You’re having trouble finding a new iPhone 5 due to its design

The president of Foxconn, the company that builds Apple’s mobile devices, told reporters in China on Wednesday that the iPhone 5 is so hard to put together that his normally speedy, cutting-edge factories cannot build the devices at the rate expected of them. And it’s not the first time someone from his company has said so.

“It’s not easy to make the iPhones. We are falling short of meeting the huge demand,” Terry Gou said, according to Reuters. His comments echo what an anonymous Foxconn official told the Wall Street Journal last month, that “the iPhone 5 is the most difficult device that Foxconn has ever assembled.” The reason? “To make it light and thin, the design is very complicated,” this person said.

Apple strives for distinctive, functional design that sets it apart from fads and from the competition, and the iPhone 5 represented a major update to the phone’s industrial design for the first time in two years. It’s 18 percent thinner than the iPhone 4S, is made of aluminum and glass instead of just glass, and weighs about 112 grams, 20 percent lighter than the previous model. Apple’s designers achieved this by selecting materials carefully and taking advantage of advancements in components, like the display, where the touch sensor is built into the glass, instead of remaining a separate layer.

But the device is so complicated that the company Apple and most of the consumer electronics world considers the best contract manufacturer on the planet can’t figure out how to build it in a way that keeps up with demand while maintaining quality. It’s worth wondering if perhaps Apple went overboard. At what point do we begin wondering what the guys in Apple’s design team were thinking?

I mean, I love how lightweight the iPhone 5 is, and the thinness is of course appreciated. And Apple should always look ahead to the future of what’s possible, not just stay within the industry’s expectations of how a phone should look and be made. But there are limiting factors they have to consider — was there no middle ground between thin/light/and manufacturable at a reasonably expected rate?

Apple is no stranger to high-demand/low-supply situations. The iPhone 4 was hard to get at first, for example, and so was the iPad 2 when it debuted in 2011. That tablet was actually backordered for months — but there were outside factors at play, like the earthquake in Japan, and Foxconn’s employee shortage. None of those shortages caused the manufacturer to actually blame the product itself though.

CEO Tim Cook’s background is supply-chain management and manufacturing, and it would be surprising for him to put the iPhone 5 on the company’s most aggressive roll-out schedule ever if he didn’t think they could meet those goals. But there could be other dynamics at work here: maybe Jony Ive, who leads the industrial design group, gets to have the iPhone design he wants and Cook figures out how to get it made in huge volumes. After all, as Steve Jobs told his biographer, Jobs set it up before he left “that there’s no one at the company who can tell Ive what to do.”

It will be interesting to see if this bears out as a case of Apple’s prioritization of design having any negative impact on Apple and its sales.

We saw something similar with the iPhone 4′s antenna: Apple engineers cleverly (many would say too cleverly) built the antenna into a metal band surrounding the phone that disguised it and reduced the overall thickness of the device. There wasn’t clear evidence that impacted sales, but it did ding Apple’s reputation.

This time around, Apple is selling lots of phones — it announced 5 million sold the first weekend the iPhone 5 hits stores — but the device went on backorder almost immediately and stayed there. Almost seven weeks after launch, iPhone 5 models are still listed with shipping times of “three to four weeks.” And Apple has not updated us with specific numbers, even at the iPad mini and Mac event two weeks ago, or on the company’s earnings call two days later, on how its most important product continues to fare.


■ **PROBLEM DESCRIPTION**: Output every entry exactly as written, skipping any pictures.

■ **PROVIDED DATA**:
#####
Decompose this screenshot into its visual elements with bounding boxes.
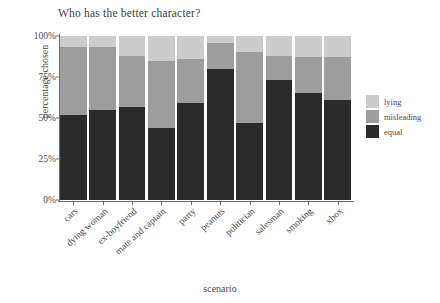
y-tick-label: 75%: [39, 72, 56, 82]
bar-column: [207, 36, 234, 200]
chart-legend: lyingmisleadingequal: [366, 95, 421, 138]
x-tick-mark: [161, 201, 162, 205]
bar-segment-misleading: [295, 57, 322, 93]
bar-column: [266, 36, 293, 200]
bar-segment-misleading: [266, 56, 293, 81]
bar-segment-equal: [148, 128, 175, 200]
bar-column: [119, 36, 146, 200]
bar-group: [60, 36, 351, 200]
bar-segment-equal: [324, 100, 351, 200]
x-tick-mark: [132, 201, 133, 205]
x-tick-mark: [220, 201, 221, 205]
legend-swatch-equal: [366, 125, 379, 138]
bar-segment-lying: [236, 36, 263, 52]
bar-segment-misleading: [60, 47, 87, 114]
bar-column: [295, 36, 322, 200]
bar-segment-equal: [177, 103, 204, 200]
bar-column: [236, 36, 263, 200]
bar-segment-misleading: [207, 43, 234, 69]
bar-segment-lying: [324, 36, 351, 57]
bar-segment-lying: [60, 36, 87, 47]
bar-segment-equal: [236, 123, 263, 200]
bar-segment-lying: [177, 36, 204, 59]
bar-segment-equal: [266, 80, 293, 200]
y-tick-label: 50%: [39, 113, 56, 123]
bar-column: [60, 36, 87, 200]
legend-item: equal: [366, 125, 421, 138]
x-tick-mark: [308, 201, 309, 205]
legend-item: lying: [366, 95, 421, 108]
bar-segment-equal: [295, 93, 322, 200]
bar-segment-misleading: [324, 57, 351, 100]
bar-segment-misleading: [236, 52, 263, 123]
bar-column: [148, 36, 175, 200]
bar-segment-misleading: [89, 47, 116, 109]
bar-segment-equal: [207, 69, 234, 200]
legend-swatch-lying: [366, 95, 379, 108]
bar-column: [324, 36, 351, 200]
plot-area: 0%25%50%75%100%: [60, 36, 351, 200]
legend-swatch-misleading: [366, 110, 379, 123]
bar-segment-equal: [119, 107, 146, 200]
bar-segment-equal: [60, 115, 87, 200]
x-tick-mark: [250, 201, 251, 205]
y-tick-label: 100%: [34, 31, 56, 41]
bar-segment-misleading: [148, 61, 175, 128]
legend-label: equal: [384, 127, 402, 137]
bar-segment-lying: [119, 36, 146, 56]
bar-segment-equal: [89, 110, 116, 200]
x-tick-mark: [191, 201, 192, 205]
y-tick-label: 0%: [43, 195, 56, 205]
bar-segment-misleading: [119, 56, 146, 107]
bar-segment-lying: [148, 36, 175, 61]
bar-segment-lying: [266, 36, 293, 56]
bar-column: [89, 36, 116, 200]
bar-segment-lying: [295, 36, 322, 57]
legend-label: lying: [384, 97, 401, 107]
y-tick-label: 25%: [39, 154, 56, 164]
legend-label: misleading: [384, 112, 421, 122]
x-tick-mark: [338, 201, 339, 205]
bar-segment-misleading: [177, 59, 204, 103]
legend-item: misleading: [366, 110, 421, 123]
bar-column: [177, 36, 204, 200]
chart-title: Who has the better character?: [58, 7, 200, 19]
x-tick-mark: [103, 201, 104, 205]
x-tick-mark: [73, 201, 74, 205]
x-axis-title: scenario: [0, 283, 440, 294]
chart-figure: Who has the better character? percentage…: [0, 0, 440, 303]
x-tick-mark: [279, 201, 280, 205]
bar-segment-lying: [89, 36, 116, 47]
#####
■ **YOUR SOLUTION**:
Decompose this screenshot into its visual elements with bounding boxes.
y-tick-label: 75%: [39, 72, 56, 82]
bar-column: [207, 36, 234, 200]
chart-legend: lyingmisleadingequal: [366, 95, 421, 138]
x-tick-mark: [161, 201, 162, 205]
bar-segment-misleading: [295, 57, 322, 93]
bar-column: [266, 36, 293, 200]
bar-segment-misleading: [266, 56, 293, 81]
bar-segment-equal: [148, 128, 175, 200]
bar-column: [119, 36, 146, 200]
bar-group: [60, 36, 351, 200]
bar-segment-equal: [324, 100, 351, 200]
x-tick-mark: [132, 201, 133, 205]
x-tick-mark: [220, 201, 221, 205]
legend-swatch-equal: [366, 125, 379, 138]
bar-segment-lying: [236, 36, 263, 52]
bar-segment-misleading: [60, 47, 87, 114]
bar-column: [295, 36, 322, 200]
bar-segment-equal: [177, 103, 204, 200]
bar-column: [236, 36, 263, 200]
bar-segment-misleading: [207, 43, 234, 69]
bar-segment-lying: [324, 36, 351, 57]
bar-segment-lying: [60, 36, 87, 47]
bar-segment-equal: [236, 123, 263, 200]
bar-segment-lying: [177, 36, 204, 59]
bar-segment-equal: [266, 80, 293, 200]
y-tick-label: 50%: [39, 113, 56, 123]
bar-column: [60, 36, 87, 200]
legend-item: equal: [366, 125, 421, 138]
x-tick-mark: [308, 201, 309, 205]
legend-item: lying: [366, 95, 421, 108]
bar-segment-equal: [295, 93, 322, 200]
bar-segment-misleading: [324, 57, 351, 100]
bar-segment-misleading: [236, 52, 263, 123]
bar-column: [148, 36, 175, 200]
bar-segment-misleading: [89, 47, 116, 109]
bar-segment-equal: [207, 69, 234, 200]
legend-swatch-lying: [366, 95, 379, 108]
bar-column: [324, 36, 351, 200]
plot-area: 0%25%50%75%100%: [60, 36, 351, 200]
legend-swatch-misleading: [366, 110, 379, 123]
bar-segment-equal: [119, 107, 146, 200]
bar-segment-equal: [60, 115, 87, 200]
x-tick-mark: [250, 201, 251, 205]
y-tick-label: 100%: [34, 31, 56, 41]
bar-segment-misleading: [148, 61, 175, 128]
legend-label: equal: [384, 127, 402, 137]
bar-segment-lying: [119, 36, 146, 56]
bar-segment-equal: [89, 110, 116, 200]
x-tick-mark: [191, 201, 192, 205]
y-tick-label: 0%: [43, 195, 56, 205]
bar-segment-misleading: [119, 56, 146, 107]
bar-segment-lying: [148, 36, 175, 61]
bar-segment-lying: [266, 36, 293, 56]
bar-column: [89, 36, 116, 200]
bar-segment-lying: [295, 36, 322, 57]
legend-label: lying: [384, 97, 401, 107]
y-tick-label: 25%: [39, 154, 56, 164]
legend-label: misleading: [384, 112, 421, 122]
x-tick-mark: [338, 201, 339, 205]
bar-segment-misleading: [177, 59, 204, 103]
legend-item: misleading: [366, 110, 421, 123]
bar-column: [177, 36, 204, 200]
chart-title: Who has the better character?: [58, 7, 200, 19]
x-tick-mark: [103, 201, 104, 205]
x-tick-mark: [73, 201, 74, 205]
x-axis-title: scenario: [0, 283, 440, 294]
chart-figure: Who has the better character? percentage…: [0, 0, 440, 303]
x-tick-mark: [279, 201, 280, 205]
bar-segment-lying: [89, 36, 116, 47]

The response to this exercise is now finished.